Apple is now using Gianduia, their own standards based framework, to create Rich Internet Apps instead of Flash.
According to AppleInsider, Apple introduced Gianduia last summer at the World of WebObjects Developer Conference.
Named after an Italian hazelnut chocolate, Gianduia is "essentially is browser-side Cocoa (including CoreData) + WebObjects, written in JavaScript by non-js-haters," according to a tweet by developer Jonathan "Wolf" Rentzsch. "Jaw dropped."
After he watched the NDA demo Apple gave at WOWODC last year, Rentzch also tweeted, "Blown away by Gianduia. Cappuccino, SproutCore and JavascriptMVC have serious competition. Serious."
AppleInsider has learned that Apple Retail is already using the framework for several popular services such as the One-to-One program, iPhone reservation system, and its Concierge service for Genius Bar reservations and Personal Shopping.
It's wrong to call this a Flash alternative, as there's no runtime plugin needed. This is just an HTML5 authoring tool that allows the creation of rich, interactive content without the need for Flash and which will run in any HTML5 browser.
The difference is important because otherwise Apple would just be substituting one platform with another.
You clearly don't understand what the word alternative means. An alternative to Flash does not need to be another plugin. Gianduia is a framework that lets you "create Rich Internet Apps"; something developers used to use Flash for. So if you can use Gianduia instead of Flash to create your content it is an alternative. Alternative=Instead Of.
Well, Apple points to the problem, waited three years, and now it offers a solution. HTML5 for video, this one (awful name) for the rest... Flash really sucks.
Kingsford,
See my other comment. The poor story write-up led you to the wrong conclusion. This isn't a Flash replacement, since the output is just HTML5. Anyone else could also write such a tool and Apple would be perfectly fine with it. Multiple authoring tools have been the case with HTML for a long time ... this just provides a new HTML5 system that is easy for Apple developers to work with because it preserves so many Cocoa concepts that they are used to.
Flash requires an Adobe-supplied *player* to display it, which is the crux of the problem.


§ Task brief: Which lines below hold the word "Portal"? Report each one.

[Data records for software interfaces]

Segment Open

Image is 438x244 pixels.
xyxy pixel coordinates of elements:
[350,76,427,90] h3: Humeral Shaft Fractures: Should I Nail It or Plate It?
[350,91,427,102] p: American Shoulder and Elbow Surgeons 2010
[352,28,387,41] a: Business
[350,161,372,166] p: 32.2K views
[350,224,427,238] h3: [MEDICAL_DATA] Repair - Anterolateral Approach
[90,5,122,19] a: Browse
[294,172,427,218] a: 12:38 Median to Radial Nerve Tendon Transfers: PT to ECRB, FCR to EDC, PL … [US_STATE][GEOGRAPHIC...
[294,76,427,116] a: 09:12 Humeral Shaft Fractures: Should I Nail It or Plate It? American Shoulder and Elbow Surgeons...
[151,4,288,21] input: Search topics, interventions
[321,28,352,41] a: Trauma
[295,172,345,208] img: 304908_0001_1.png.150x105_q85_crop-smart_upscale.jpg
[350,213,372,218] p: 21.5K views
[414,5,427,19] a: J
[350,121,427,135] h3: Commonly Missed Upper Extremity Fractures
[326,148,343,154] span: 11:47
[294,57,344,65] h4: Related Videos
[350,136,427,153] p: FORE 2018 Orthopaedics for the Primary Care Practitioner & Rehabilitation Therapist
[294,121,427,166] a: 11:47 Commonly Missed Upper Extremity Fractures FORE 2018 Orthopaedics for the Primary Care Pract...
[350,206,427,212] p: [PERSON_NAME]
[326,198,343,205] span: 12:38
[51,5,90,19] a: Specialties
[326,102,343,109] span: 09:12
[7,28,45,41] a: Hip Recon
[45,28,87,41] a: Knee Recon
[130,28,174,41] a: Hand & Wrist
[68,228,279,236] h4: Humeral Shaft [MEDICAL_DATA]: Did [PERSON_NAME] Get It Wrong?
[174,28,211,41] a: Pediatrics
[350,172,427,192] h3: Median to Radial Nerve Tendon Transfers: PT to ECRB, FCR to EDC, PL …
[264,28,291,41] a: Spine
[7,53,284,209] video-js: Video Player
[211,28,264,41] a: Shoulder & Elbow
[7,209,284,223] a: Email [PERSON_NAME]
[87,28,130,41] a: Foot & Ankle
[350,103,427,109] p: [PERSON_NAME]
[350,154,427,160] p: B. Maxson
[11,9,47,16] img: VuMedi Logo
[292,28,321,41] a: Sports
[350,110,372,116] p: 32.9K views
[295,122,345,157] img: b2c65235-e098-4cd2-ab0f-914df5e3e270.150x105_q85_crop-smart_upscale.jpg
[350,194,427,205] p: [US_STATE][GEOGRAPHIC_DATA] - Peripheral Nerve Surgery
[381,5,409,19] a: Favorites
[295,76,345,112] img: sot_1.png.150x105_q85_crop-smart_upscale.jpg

Segment Closed
Segment Open

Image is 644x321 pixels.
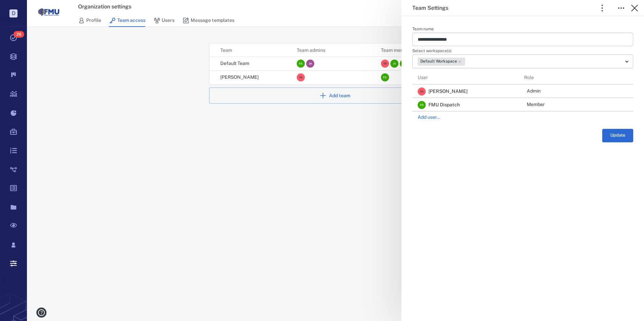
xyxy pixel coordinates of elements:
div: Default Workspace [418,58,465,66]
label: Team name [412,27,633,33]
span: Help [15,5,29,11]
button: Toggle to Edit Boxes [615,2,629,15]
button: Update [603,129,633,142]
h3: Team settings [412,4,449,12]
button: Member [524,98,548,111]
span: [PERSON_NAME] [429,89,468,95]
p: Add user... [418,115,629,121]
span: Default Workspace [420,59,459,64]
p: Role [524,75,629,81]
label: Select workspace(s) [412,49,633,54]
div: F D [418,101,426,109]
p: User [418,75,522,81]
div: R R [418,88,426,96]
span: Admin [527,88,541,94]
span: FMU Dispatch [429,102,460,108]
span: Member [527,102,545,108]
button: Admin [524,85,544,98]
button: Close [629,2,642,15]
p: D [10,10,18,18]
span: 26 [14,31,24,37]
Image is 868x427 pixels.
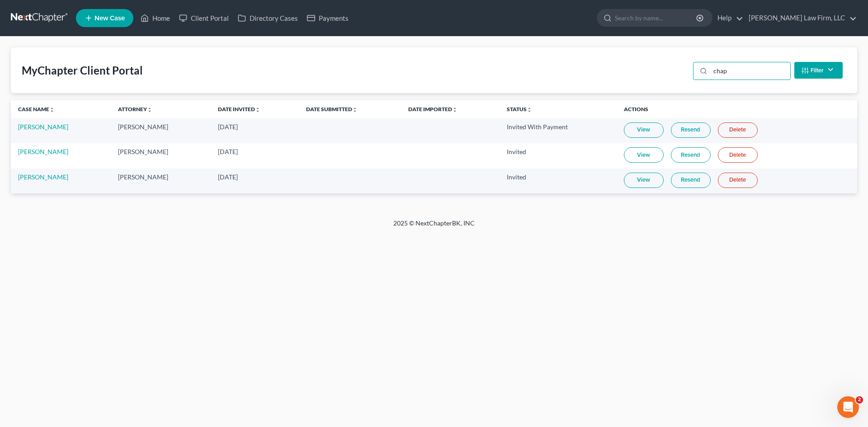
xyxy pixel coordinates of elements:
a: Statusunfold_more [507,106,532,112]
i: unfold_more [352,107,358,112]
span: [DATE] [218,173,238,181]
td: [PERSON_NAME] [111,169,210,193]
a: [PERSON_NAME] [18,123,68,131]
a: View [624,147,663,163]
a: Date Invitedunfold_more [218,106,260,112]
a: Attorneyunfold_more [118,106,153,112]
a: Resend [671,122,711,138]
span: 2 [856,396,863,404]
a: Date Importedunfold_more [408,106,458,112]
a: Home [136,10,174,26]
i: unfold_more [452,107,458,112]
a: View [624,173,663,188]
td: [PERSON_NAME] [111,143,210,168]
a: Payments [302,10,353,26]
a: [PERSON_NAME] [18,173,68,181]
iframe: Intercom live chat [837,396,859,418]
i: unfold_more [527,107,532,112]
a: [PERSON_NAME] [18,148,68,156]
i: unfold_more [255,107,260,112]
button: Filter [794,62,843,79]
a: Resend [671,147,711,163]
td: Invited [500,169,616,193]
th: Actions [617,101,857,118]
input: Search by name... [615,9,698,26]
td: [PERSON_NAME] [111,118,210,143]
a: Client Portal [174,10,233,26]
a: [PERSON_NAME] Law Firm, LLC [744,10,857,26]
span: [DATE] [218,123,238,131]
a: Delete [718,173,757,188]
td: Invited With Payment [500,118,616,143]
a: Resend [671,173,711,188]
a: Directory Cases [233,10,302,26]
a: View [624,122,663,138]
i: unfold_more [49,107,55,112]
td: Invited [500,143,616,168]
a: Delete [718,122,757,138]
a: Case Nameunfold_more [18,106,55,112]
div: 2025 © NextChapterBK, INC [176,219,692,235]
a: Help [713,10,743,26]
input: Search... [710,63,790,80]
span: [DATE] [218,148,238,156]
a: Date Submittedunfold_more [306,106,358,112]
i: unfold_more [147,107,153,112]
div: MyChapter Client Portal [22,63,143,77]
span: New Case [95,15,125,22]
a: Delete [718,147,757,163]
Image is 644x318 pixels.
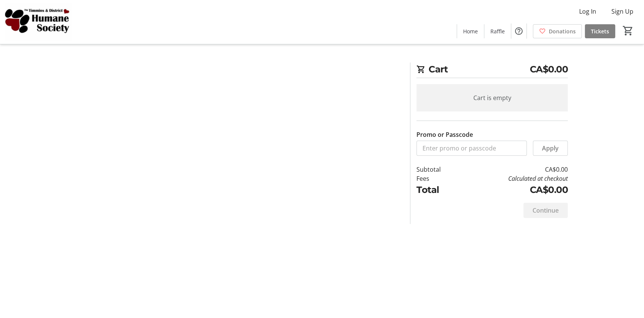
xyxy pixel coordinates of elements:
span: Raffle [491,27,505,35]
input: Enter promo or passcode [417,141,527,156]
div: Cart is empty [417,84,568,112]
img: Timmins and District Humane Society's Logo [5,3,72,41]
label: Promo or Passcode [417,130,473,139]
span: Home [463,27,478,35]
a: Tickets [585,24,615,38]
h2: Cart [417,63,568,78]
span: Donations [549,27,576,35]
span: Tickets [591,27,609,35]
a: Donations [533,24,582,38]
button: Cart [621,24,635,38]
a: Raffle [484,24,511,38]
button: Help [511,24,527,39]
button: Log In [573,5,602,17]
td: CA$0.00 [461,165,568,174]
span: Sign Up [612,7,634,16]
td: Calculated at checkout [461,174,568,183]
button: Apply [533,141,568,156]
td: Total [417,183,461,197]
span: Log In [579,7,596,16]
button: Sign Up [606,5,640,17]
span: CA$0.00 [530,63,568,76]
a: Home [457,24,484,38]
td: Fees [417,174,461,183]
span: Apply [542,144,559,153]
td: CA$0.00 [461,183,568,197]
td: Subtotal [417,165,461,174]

Segment Closed

§ Result of this exercise:
a: Client Portal [174,10,233,26]
div: MyChapter Client Portal [22,63,143,77]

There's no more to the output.